Benefits of a loan system

二月 17, 1995

The Government's decision to tighten the rules which allow people to study while drawing benefits is revealing. Further education colleges, like universities, are under-funded. Students have too little to live on, especially in further education where they do not qualify for grants and loans. Who can be surprised that colleges and students together have found a way to make out and are exploiting it?

Here is yet another example of the distortions which arise when government is too weak to tackle the main issue. Something must be done to reform further and higher education funding and student support for all categories of students.

The present situation is a scandal. It invites abuse. But the solution is not a large increase in welfare support for students.

On Wednesday, Shirley Williams, giving the annual IBM lecture on continuing education at Birkbeck College, drew attention to the changes which are taking place in the labour market and to the crucial role which education now plays in determining people's life chances. Those who have high-level skills which allow them to work in high value-added occupations are doing better than ever. Those who are falling behind are those who do not have the qualifications gained through post-compulsory education.

The lessons could hardly be clearer. People must get qualified, as many as possible of them to as high a level as possible. We therefore need the largest possible post-compulsory system: we cannot afford to exclude people through rationing. But nor can we afford to pay so many people for the privilege of getting ahead. Social justice demands rather that welfare spending go first to support those who are not able to compete in the changing labour market. Only that way will we avoid making the growing gap between rich and poor, examined this week in the Rowntree report, worse.

Tightening benefit rules is not the answer. It simply says to unemployed people "we'd rather you did nothing than re-equipped yourself to earn". We need a recast system of student support which provides everyone with the means to study and requires everyone who subsequently benefits - as most will - to repay later. That means repayable loans competently administered.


→ The task: When you print the material, keep every line identical to the original.

Segment Start: Extracted information

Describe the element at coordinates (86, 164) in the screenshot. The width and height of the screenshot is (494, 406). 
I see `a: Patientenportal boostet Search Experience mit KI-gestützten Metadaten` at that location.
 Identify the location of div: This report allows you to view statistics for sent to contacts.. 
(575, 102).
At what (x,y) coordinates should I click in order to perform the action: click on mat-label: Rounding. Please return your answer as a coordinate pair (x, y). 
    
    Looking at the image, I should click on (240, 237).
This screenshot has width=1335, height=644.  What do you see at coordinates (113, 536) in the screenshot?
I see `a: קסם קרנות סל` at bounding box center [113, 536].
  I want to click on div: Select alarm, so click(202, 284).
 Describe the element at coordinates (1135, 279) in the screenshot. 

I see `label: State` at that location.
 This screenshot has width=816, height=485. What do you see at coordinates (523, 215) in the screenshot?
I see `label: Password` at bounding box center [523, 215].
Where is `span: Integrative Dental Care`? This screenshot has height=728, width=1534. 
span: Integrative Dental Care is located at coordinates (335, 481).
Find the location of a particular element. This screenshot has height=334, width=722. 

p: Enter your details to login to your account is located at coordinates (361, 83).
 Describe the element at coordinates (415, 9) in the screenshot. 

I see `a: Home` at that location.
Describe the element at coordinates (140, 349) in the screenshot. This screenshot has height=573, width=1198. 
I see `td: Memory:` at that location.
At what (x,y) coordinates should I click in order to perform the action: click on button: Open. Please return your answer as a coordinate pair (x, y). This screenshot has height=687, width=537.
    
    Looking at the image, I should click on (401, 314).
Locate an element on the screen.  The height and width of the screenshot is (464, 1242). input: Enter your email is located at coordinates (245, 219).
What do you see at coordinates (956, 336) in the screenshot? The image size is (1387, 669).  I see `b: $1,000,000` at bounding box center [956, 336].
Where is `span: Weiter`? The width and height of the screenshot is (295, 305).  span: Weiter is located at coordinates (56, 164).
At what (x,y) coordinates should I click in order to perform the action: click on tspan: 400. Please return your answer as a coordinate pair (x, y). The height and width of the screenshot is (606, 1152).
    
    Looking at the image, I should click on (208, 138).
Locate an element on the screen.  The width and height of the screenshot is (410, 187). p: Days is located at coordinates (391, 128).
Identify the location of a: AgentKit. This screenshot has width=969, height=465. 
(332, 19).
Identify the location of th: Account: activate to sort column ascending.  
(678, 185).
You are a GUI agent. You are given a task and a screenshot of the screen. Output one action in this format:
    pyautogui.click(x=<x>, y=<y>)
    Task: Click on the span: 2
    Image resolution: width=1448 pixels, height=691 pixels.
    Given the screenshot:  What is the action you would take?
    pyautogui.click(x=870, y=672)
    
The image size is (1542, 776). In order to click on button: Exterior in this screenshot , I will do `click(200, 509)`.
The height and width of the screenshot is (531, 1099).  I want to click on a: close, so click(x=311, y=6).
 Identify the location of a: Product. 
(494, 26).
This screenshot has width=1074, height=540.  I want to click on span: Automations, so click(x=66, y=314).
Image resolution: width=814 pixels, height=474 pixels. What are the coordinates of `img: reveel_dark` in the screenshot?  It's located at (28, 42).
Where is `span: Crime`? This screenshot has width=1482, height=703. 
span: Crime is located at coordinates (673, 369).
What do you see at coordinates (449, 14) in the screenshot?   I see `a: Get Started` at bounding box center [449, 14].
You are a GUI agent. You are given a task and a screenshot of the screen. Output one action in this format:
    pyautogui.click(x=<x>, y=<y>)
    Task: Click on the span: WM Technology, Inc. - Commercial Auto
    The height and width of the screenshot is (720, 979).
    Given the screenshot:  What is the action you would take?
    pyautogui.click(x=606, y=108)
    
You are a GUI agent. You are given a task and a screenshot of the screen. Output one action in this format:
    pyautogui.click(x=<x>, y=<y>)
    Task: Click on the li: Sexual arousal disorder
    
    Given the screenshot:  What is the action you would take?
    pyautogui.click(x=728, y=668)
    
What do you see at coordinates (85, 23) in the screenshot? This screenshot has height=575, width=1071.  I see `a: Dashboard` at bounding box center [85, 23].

Segment End: Extracted information

→ Final answer:
Describe the element at coordinates (86, 164) in the screenshot. The width and height of the screenshot is (494, 406). 
I see `a: Patientenportal boostet Search Experience mit KI-gestützten Metadaten` at that location.
 Identify the location of div: This report allows you to view statistics for sent to contacts.. 
(575, 102).
At what (x,y) coordinates should I click in order to perform the action: click on mat-label: Rounding. Please return your answer as a coordinate pair (x, y). 
    
    Looking at the image, I should click on (240, 237).
This screenshot has width=1335, height=644.  What do you see at coordinates (113, 536) in the screenshot?
I see `a: קסם קרנות סל` at bounding box center [113, 536].
  I want to click on div: Select alarm, so click(202, 284).
 Describe the element at coordinates (1135, 279) in the screenshot. 

I see `label: State` at that location.
 This screenshot has width=816, height=485. What do you see at coordinates (523, 215) in the screenshot?
I see `label: Password` at bounding box center [523, 215].
Where is `span: Integrative Dental Care`? This screenshot has height=728, width=1534. 
span: Integrative Dental Care is located at coordinates (335, 481).
Find the location of a particular element. This screenshot has height=334, width=722. 

p: Enter your details to login to your account is located at coordinates (361, 83).
 Describe the element at coordinates (415, 9) in the screenshot. 

I see `a: Home` at that location.
Describe the element at coordinates (140, 349) in the screenshot. This screenshot has height=573, width=1198. 
I see `td: Memory:` at that location.
At what (x,y) coordinates should I click in order to perform the action: click on button: Open. Please return your answer as a coordinate pair (x, y). This screenshot has height=687, width=537.
    
    Looking at the image, I should click on (401, 314).
Locate an element on the screen.  The height and width of the screenshot is (464, 1242). input: Enter your email is located at coordinates (245, 219).
What do you see at coordinates (956, 336) in the screenshot? The image size is (1387, 669).  I see `b: $1,000,000` at bounding box center [956, 336].
Where is `span: Weiter`? The width and height of the screenshot is (295, 305).  span: Weiter is located at coordinates (56, 164).
At what (x,y) coordinates should I click in order to perform the action: click on tspan: 400. Please return your answer as a coordinate pair (x, y). The height and width of the screenshot is (606, 1152).
    
    Looking at the image, I should click on (208, 138).
Locate an element on the screen.  The width and height of the screenshot is (410, 187). p: Days is located at coordinates (391, 128).
Identify the location of a: AgentKit. This screenshot has width=969, height=465. 
(332, 19).
Identify the location of th: Account: activate to sort column ascending.  
(678, 185).
You are a GUI agent. You are given a task and a screenshot of the screen. Output one action in this format:
    pyautogui.click(x=<x>, y=<y>)
    Task: Click on the span: 2
    Image resolution: width=1448 pixels, height=691 pixels.
    Given the screenshot:  What is the action you would take?
    pyautogui.click(x=870, y=672)
    
The image size is (1542, 776). In order to click on button: Exterior in this screenshot , I will do `click(200, 509)`.
The height and width of the screenshot is (531, 1099).  I want to click on a: close, so click(x=311, y=6).
 Identify the location of a: Product. 
(494, 26).
This screenshot has width=1074, height=540.  I want to click on span: Automations, so click(x=66, y=314).
Image resolution: width=814 pixels, height=474 pixels. What are the coordinates of `img: reveel_dark` in the screenshot?  It's located at (28, 42).
Where is `span: Crime`? This screenshot has width=1482, height=703. 
span: Crime is located at coordinates (673, 369).
What do you see at coordinates (449, 14) in the screenshot?   I see `a: Get Started` at bounding box center [449, 14].
You are a GUI agent. You are given a task and a screenshot of the screen. Output one action in this format:
    pyautogui.click(x=<x>, y=<y>)
    Task: Click on the span: WM Technology, Inc. - Commercial Auto
    The height and width of the screenshot is (720, 979).
    Given the screenshot:  What is the action you would take?
    pyautogui.click(x=606, y=108)
    
You are a GUI agent. You are given a task and a screenshot of the screen. Output one action in this format:
    pyautogui.click(x=<x>, y=<y>)
    Task: Click on the li: Sexual arousal disorder
    
    Given the screenshot:  What is the action you would take?
    pyautogui.click(x=728, y=668)
    
What do you see at coordinates (85, 23) in the screenshot? This screenshot has height=575, width=1071.  I see `a: Dashboard` at bounding box center [85, 23].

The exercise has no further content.